Pauline Copes Johnson, one of Harriet Tubman’s descendants and champions, has died at age 98.
The Harriet Tubman A.M.E. Zion Church in Auburn, NY, where Copes Johnson was an active member, announced the news on December 8. Copes Johnson was Tubman’s great-great-great-grandniece and grew up in the same town where Tubman lived the rest of her life after she freed herself from chattel slavery in Maryland.
Tubman came to Auburn in the 1850s and purchased a home and land there in 1959, according to the National Parks Service. She lived on the property with her parents, brothers, nieces, and nephews, who are among the approximately 70 people she freed as she continued to return to Maryland 13 times after she escaped.
It wasn’t until Copes Johnson was 25 years old that she found out she was related to Tubman, she shared with theGrio in a 2013 interview alongside her daughter, Deidre Stanford. She was born on August 23, 1927, just a little over a decade after Tubman died. According to Copes Johnson, the relation was kept from her because there were still concerns of retaliation from the former slaveholding southern states.
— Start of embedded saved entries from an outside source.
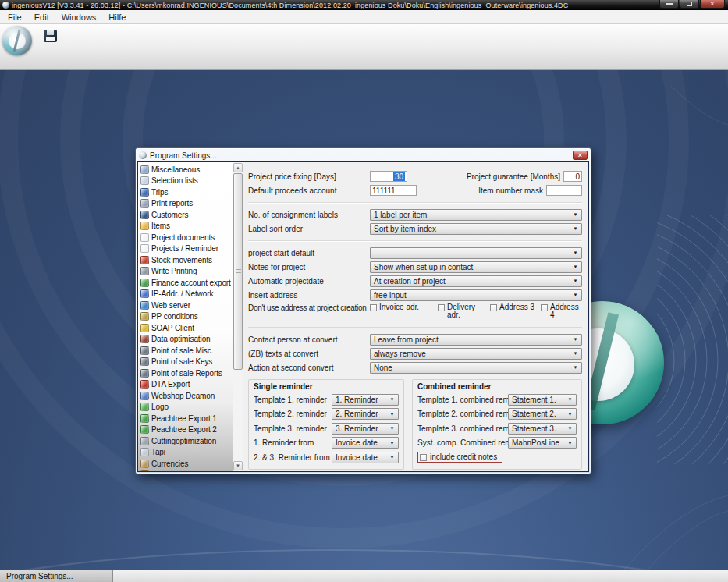 The height and width of the screenshot is (582, 728). I want to click on sidebar-item-ip-addr-network: IP-Addr. / Network, so click(186, 295).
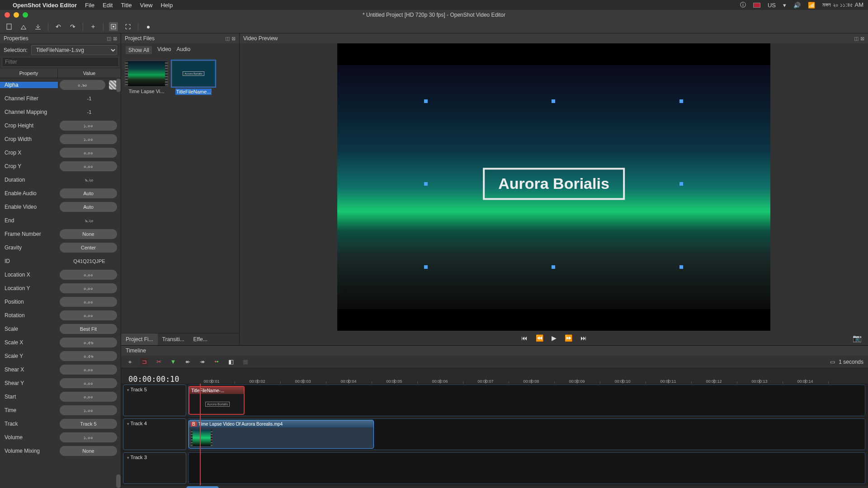 The width and height of the screenshot is (868, 488). Describe the element at coordinates (202, 362) in the screenshot. I see `next-marker-button: ↠` at that location.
“It was a secret because the confederates wanted her, and although she was dead, they would come after the relatives,” Copes Johnson told theGrio. “They thought I’d give it away because I was very young then.”
The revelation spurred her into a life of research and advocacy on behalf of her great-great-grandaunt’s legacy. One of her more recent struggles was to get Tubman to be on the face of the $20 bill, which currently features a portrait of Andrew Jackson, the seventh president of the United States and a slave owner.
Copes Johnson traveled around the country to speak about Tubman at schools and worked as a docent for the Harriet Tubman home in Auburn. She told theGrio that she didn’t feel a burden carrying on the legacy of the great abolitionist.
“I don’t think it was a terrible thing to live up to her legacy. I think that was meant for us to do,” she told theGrio. “I don’t think they do enough [in schools]. I think Black history should be celebrated every day of the year, every single day because on my part I’m trying to establish that. Otherwise I think people should know about ancestors, where they come, how they were treated.”
Copes Johnson also made historical strides in her own right. She became the first African American telephone operator in Cayuga County, NY, after she was hired to work at the New York Telephone Company in 1945. She was then introduced to the NAACP and became a member of the organization.